Dolby Family Launches Institutional Venture Fund

The family behind Dolby Laboratories, which has had a big hand in developing the technologies behind the images and sound used in films, is launching a new institutional venture fund.

Formed by Dolby family scion David Dolby roughly a year after his father died, Dolby Family Ventures is the continuation of the family’s long tradition of working with technology and cultivating young entrepreneurs, the junior Dolby says.

The launch of the San Francisco-based fund institutionalizes the investment work that Dolby had been doing for the past five years — and the work of his father’s lifetime, he says. Joining the team to help Dolby carry out the work is Pascal Levensohn, who previously managed his own, eponymous, firm, but has worked with Dolby on 20 different portfolio companies over the last two years, Dolby says.

“I wear two hats in working with the Dolby family,” Levensohn says. “I’ve been advising them for two-and-a-half years on the existing portfolio and will be investing new capital in new investments as well as follow ons.”

The firm is structured as an evergreen vehicle, using money from the firm’s past exits and from the personal wealth of the family to finance its activities. The plan is to invest $10 million to $20 million per year on an ongoing basis in four-to-seven portfolio companies, with average commitments to each company in a portfolio topping out at approximately $3 million. “We’ll write a $300,000 to $500,000 check in the seed round,” says Levensohn.

The young firm has already seen a pretty nice win with its investment in Basis Science, which was sold to Intel earlier this year.

Dolby Family Investments will concentrate its dealmaking on areas like digital media, cloud services, healthcare, technology services, and drug development, according to Dolby. “Basically intellectual property-driven businesses that engage in a lot of data analytics,” Dolby says of his firm’s interests.

Levensohn and Dolby have come out of the gate signing checks. The firm has five companies in its portfolio already — including the recently exited Basis Science.

Other investments include the direct-to-fan video marketing and commerce company, LittleCast; Beep, audio networking company; the anti-counterfeiting security software developer, Authentic Vision; and a new virtual reality platform company, AltSpaceVR.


Answer with a single number: the count of lines below that hold "pixels".

- GIVEN RECORDS -
*** Begin section ***

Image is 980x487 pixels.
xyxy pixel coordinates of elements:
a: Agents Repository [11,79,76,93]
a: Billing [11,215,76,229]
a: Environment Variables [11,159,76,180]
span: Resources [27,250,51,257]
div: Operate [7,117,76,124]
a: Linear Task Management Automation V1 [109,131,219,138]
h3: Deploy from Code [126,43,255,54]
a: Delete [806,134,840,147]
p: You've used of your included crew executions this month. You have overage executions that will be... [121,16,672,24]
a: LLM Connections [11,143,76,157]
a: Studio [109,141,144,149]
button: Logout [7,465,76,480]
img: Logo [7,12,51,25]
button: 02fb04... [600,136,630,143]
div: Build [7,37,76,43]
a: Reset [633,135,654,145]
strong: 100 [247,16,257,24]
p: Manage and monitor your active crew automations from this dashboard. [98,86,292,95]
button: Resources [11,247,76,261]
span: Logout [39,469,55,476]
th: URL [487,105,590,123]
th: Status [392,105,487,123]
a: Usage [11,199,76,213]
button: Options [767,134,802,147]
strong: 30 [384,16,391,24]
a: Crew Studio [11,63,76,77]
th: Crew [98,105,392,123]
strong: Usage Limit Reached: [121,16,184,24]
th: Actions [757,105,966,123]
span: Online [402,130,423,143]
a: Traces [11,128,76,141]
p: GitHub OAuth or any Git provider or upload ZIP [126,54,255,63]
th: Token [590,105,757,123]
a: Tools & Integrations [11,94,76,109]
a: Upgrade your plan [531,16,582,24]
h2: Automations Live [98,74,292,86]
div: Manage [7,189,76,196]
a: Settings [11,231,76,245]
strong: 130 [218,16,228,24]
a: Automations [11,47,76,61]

*** End section ***
*** Begin section ***

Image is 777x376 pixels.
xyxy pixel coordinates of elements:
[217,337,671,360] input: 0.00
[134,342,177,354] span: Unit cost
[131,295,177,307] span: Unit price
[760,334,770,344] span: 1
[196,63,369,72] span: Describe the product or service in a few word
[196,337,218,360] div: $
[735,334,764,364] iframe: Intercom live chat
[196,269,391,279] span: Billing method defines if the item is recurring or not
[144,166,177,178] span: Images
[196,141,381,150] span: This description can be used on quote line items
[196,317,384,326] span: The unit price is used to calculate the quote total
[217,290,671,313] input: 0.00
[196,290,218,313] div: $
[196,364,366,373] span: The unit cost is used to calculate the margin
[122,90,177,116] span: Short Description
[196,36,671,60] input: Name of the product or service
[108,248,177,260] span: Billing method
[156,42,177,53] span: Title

*** End section ***
*** Begin section ***

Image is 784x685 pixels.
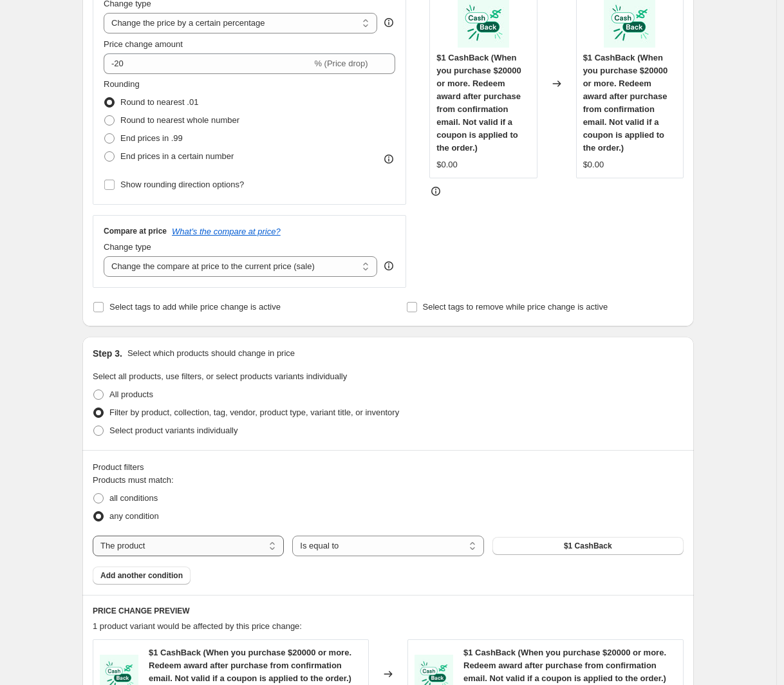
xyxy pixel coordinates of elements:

*** End section ***

- ANSWER BOX -
3